A sad piece, this one by the American poet Robert Hayden (1913-1980), and one that speaks to me powerfully of that dislocation between the generations that perhaps always exists, but was particularly acute for those of us who came to adolescence during the nineteen-sixties, when we rejected so much that seemed to us foolish or wrong-headed about our parents’ world – its deference, its intolerance, its unquestioning acceptance of class and racial divisions, its lip-service to a religion whose more demanding precepts it cheerfully ignored, its militaristic preoccupation with shiny black shoes and short haircuts – and then were faced with the problem, as all generations must be, of preserving what had been good about that world and of recognising that for all our differences we had been loved, and that parental love carries responsibilities, which we in our turn must now take on.
Those Winter Sundays
Sundays too my father got up early
and put his clothes on in the blueblack cold,
then with cracked hands that ached
from labor in the weekday weather made
banked fires blaze. No one ever thanked him.
I’d wake and hear the cold splintering, breaking.
When the rooms were warm he’d call,
And slowly I would rise and dress,
fearing the chronic angers of that house.
Speaking indifferently to him,
who had driven out the cold
and polished my good shoes as well.
What did I know, what did I know
of love’s austere and lonely offices?
Robert Hayden
Our parents never said they loved us. I learned this poem by heart about eight years ago because it reminded me so much of my own father.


TO DO: Within the records below, repeat each line exactly but keep every picture out of the copy.

Dataset excerpts:
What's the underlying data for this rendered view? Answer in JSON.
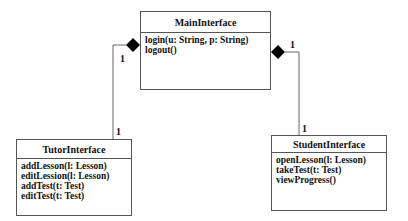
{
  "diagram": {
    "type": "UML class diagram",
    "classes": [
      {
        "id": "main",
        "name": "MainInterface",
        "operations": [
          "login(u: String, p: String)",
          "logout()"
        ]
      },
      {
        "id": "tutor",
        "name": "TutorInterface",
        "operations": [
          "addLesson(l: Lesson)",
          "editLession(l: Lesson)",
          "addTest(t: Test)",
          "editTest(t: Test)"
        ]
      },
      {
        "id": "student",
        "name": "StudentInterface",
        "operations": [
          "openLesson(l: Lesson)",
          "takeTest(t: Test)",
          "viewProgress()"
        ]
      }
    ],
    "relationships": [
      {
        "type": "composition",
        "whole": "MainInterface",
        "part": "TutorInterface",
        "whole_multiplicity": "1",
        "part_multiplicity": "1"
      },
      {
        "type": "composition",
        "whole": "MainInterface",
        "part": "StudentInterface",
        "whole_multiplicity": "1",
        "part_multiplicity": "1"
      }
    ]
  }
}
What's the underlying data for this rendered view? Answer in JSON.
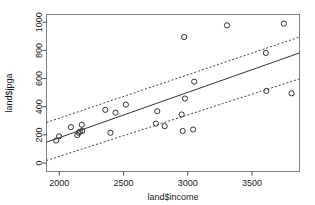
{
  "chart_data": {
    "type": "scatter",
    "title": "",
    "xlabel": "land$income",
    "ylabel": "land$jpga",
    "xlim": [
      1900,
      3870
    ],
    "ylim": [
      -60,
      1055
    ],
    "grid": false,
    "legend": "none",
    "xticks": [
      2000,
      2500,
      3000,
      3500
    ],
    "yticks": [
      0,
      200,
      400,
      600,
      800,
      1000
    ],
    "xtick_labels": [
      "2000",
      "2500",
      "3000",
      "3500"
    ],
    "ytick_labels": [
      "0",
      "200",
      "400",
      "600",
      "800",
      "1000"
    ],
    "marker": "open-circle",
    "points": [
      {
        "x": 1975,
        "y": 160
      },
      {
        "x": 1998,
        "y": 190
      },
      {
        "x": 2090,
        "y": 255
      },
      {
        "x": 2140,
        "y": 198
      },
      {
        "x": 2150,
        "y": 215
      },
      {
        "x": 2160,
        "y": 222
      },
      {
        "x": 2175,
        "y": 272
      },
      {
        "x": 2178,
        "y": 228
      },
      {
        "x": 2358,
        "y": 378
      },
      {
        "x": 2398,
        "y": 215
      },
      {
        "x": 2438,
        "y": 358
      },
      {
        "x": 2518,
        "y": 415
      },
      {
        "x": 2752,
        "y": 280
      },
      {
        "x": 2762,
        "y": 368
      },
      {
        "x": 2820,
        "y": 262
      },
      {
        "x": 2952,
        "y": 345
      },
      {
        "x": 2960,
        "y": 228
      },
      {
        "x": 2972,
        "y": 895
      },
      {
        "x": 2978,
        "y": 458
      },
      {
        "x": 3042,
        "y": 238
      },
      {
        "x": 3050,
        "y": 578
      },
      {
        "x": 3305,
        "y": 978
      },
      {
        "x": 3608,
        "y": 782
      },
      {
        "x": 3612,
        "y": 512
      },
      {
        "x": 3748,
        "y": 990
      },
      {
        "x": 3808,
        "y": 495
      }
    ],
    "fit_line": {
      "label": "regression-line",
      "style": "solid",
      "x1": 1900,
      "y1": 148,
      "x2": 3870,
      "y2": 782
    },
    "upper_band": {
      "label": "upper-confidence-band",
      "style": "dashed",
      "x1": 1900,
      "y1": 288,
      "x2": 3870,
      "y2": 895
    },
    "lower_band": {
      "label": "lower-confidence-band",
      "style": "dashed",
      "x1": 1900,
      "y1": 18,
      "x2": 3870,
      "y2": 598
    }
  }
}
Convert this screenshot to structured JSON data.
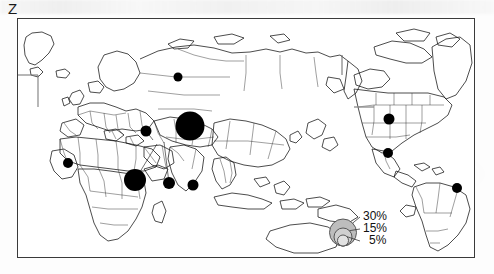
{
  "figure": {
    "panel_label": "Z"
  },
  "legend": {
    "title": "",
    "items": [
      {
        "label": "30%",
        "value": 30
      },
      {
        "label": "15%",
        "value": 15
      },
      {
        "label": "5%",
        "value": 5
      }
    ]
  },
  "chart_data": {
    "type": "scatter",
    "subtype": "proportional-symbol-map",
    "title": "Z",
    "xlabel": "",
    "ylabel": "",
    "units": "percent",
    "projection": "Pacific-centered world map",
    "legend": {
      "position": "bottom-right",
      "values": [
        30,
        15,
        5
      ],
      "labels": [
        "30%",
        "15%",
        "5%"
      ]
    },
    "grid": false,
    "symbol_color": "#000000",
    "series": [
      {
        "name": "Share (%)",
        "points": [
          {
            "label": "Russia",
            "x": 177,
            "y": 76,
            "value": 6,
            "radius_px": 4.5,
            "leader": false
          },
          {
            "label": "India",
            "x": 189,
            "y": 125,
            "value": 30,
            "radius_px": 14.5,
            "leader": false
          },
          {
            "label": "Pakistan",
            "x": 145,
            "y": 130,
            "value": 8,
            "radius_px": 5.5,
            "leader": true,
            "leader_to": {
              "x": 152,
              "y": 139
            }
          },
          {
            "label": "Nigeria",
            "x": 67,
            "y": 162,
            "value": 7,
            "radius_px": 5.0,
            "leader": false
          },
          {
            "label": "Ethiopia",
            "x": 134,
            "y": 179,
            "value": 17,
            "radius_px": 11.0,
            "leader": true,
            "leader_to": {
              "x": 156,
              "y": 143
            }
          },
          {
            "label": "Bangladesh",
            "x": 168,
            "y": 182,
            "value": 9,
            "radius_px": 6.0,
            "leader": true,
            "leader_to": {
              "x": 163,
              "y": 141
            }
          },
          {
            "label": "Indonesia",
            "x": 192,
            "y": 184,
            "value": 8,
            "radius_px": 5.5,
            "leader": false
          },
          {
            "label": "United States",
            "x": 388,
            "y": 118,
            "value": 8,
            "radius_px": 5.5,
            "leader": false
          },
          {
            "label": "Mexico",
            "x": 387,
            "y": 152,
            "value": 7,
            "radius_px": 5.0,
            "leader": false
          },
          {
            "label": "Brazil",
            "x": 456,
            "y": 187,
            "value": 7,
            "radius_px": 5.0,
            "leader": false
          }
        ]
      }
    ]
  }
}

RESULT:
What's the underlying data for this rendered view? Answer in JSON.
{
  "diagram": {
    "type": "UML class diagram",
    "classes": [
      {
        "id": "main",
        "name": "MainInterface",
        "operations": [
          "login(u: String, p: String)",
          "logout()"
        ]
      },
      {
        "id": "tutor",
        "name": "TutorInterface",
        "operations": [
          "addLesson(l: Lesson)",
          "editLession(l: Lesson)",
          "addTest(t: Test)",
          "editTest(t: Test)"
        ]
      },
      {
        "id": "student",
        "name": "StudentInterface",
        "operations": [
          "openLesson(l: Lesson)",
          "takeTest(t: Test)",
          "viewProgress()"
        ]
      }
    ],
    "relationships": [
      {
        "type": "composition",
        "whole": "MainInterface",
        "part": "TutorInterface",
        "whole_multiplicity": "1",
        "part_multiplicity": "1"
      },
      {
        "type": "composition",
        "whole": "MainInterface",
        "part": "StudentInterface",
        "whole_multiplicity": "1",
        "part_multiplicity": "1"
      }
    ]
  }
}
What's the underlying data for this rendered view? Answer in JSON.
{
  "chart_data": {
    "type": "scatter",
    "title": "",
    "xlabel": "land$income",
    "ylabel": "land$jpga",
    "xlim": [
      1900,
      3870
    ],
    "ylim": [
      -60,
      1055
    ],
    "grid": false,
    "legend": "none",
    "xticks": [
      2000,
      2500,
      3000,
      3500
    ],
    "yticks": [
      0,
      200,
      400,
      600,
      800,
      1000
    ],
    "xtick_labels": [
      "2000",
      "2500",
      "3000",
      "3500"
    ],
    "ytick_labels": [
      "0",
      "200",
      "400",
      "600",
      "800",
      "1000"
    ],
    "marker": "open-circle",
    "points": [
      {
        "x": 1975,
        "y": 160
      },
      {
        "x": 1998,
        "y": 190
      },
      {
        "x": 2090,
        "y": 255
      },
      {
        "x": 2140,
        "y": 198
      },
      {
        "x": 2150,
        "y": 215
      },
      {
        "x": 2160,
        "y": 222
      },
      {
        "x": 2175,
        "y": 272
      },
      {
        "x": 2178,
        "y": 228
      },
      {
        "x": 2358,
        "y": 378
      },
      {
        "x": 2398,
        "y": 215
      },
      {
        "x": 2438,
        "y": 358
      },
      {
        "x": 2518,
        "y": 415
      },
      {
        "x": 2752,
        "y": 280
      },
      {
        "x": 2762,
        "y": 368
      },
      {
        "x": 2820,
        "y": 262
      },
      {
        "x": 2952,
        "y": 345
      },
      {
        "x": 2960,
        "y": 228
      },
      {
        "x": 2972,
        "y": 895
      },
      {
        "x": 2978,
        "y": 458
      },
      {
        "x": 3042,
        "y": 238
      },
      {
        "x": 3050,
        "y": 578
      },
      {
        "x": 3305,
        "y": 978
      },
      {
        "x": 3608,
        "y": 782
      },
      {
        "x": 3612,
        "y": 512
      },
      {
        "x": 3748,
        "y": 990
      },
      {
        "x": 3808,
        "y": 495
      }
    ],
    "fit_line": {
      "label": "regression-line",
      "style": "solid",
      "x1": 1900,
      "y1": 148,
      "x2": 3870,
      "y2": 782
    },
    "upper_band": {
      "label": "upper-confidence-band",
      "style": "dashed",
      "x1": 1900,
      "y1": 288,
      "x2": 3870,
      "y2": 895
    },
    "lower_band": {
      "label": "lower-confidence-band",
      "style": "dashed",
      "x1": 1900,
      "y1": 18,
      "x2": 3870,
      "y2": 598
    }
  }
}
Convert this screenshot to structured JSON data.
{
  "figure": {
    "panel_label": "Z"
  },
  "legend": {
    "title": "",
    "items": [
      {
        "label": "30%",
        "value": 30
      },
      {
        "label": "15%",
        "value": 15
      },
      {
        "label": "5%",
        "value": 5
      }
    ]
  },
  "chart_data": {
    "type": "scatter",
    "subtype": "proportional-symbol-map",
    "title": "Z",
    "xlabel": "",
    "ylabel": "",
    "units": "percent",
    "projection": "Pacific-centered world map",
    "legend": {
      "position": "bottom-right",
      "values": [
        30,
        15,
        5
      ],
      "labels": [
        "30%",
        "15%",
        "5%"
      ]
    },
    "grid": false,
    "symbol_color": "#000000",
    "series": [
      {
        "name": "Share (%)",
        "points": [
          {
            "label": "Russia",
            "x": 177,
            "y": 76,
            "value": 6,
            "radius_px": 4.5,
            "leader": false
          },
          {
            "label": "India",
            "x": 189,
            "y": 125,
            "value": 30,
            "radius_px": 14.5,
            "leader": false
          },
          {
            "label": "Pakistan",
            "x": 145,
            "y": 130,
            "value": 8,
            "radius_px": 5.5,
            "leader": true,
            "leader_to": {
              "x": 152,
              "y": 139
            }
          },
          {
            "label": "Nigeria",
            "x": 67,
            "y": 162,
            "value": 7,
            "radius_px": 5.0,
            "leader": false
          },
          {
            "label": "Ethiopia",
            "x": 134,
            "y": 179,
            "value": 17,
            "radius_px": 11.0,
            "leader": true,
            "leader_to": {
              "x": 156,
              "y": 143
            }
          },
          {
            "label": "Bangladesh",
            "x": 168,
            "y": 182,
            "value": 9,
            "radius_px": 6.0,
            "leader": true,
            "leader_to": {
              "x": 163,
              "y": 141
            }
          },
          {
            "label": "Indonesia",
            "x": 192,
            "y": 184,
            "value": 8,
            "radius_px": 5.5,
            "leader": false
          },
          {
            "label": "United States",
            "x": 388,
            "y": 118,
            "value": 8,
            "radius_px": 5.5,
            "leader": false
          },
          {
            "label": "Mexico",
            "x": 387,
            "y": 152,
            "value": 7,
            "radius_px": 5.0,
            "leader": false
          },
          {
            "label": "Brazil",
            "x": 456,
            "y": 187,
            "value": 7,
            "radius_px": 5.0,
            "leader": false
          }
        ]
      }
    ]
  }
}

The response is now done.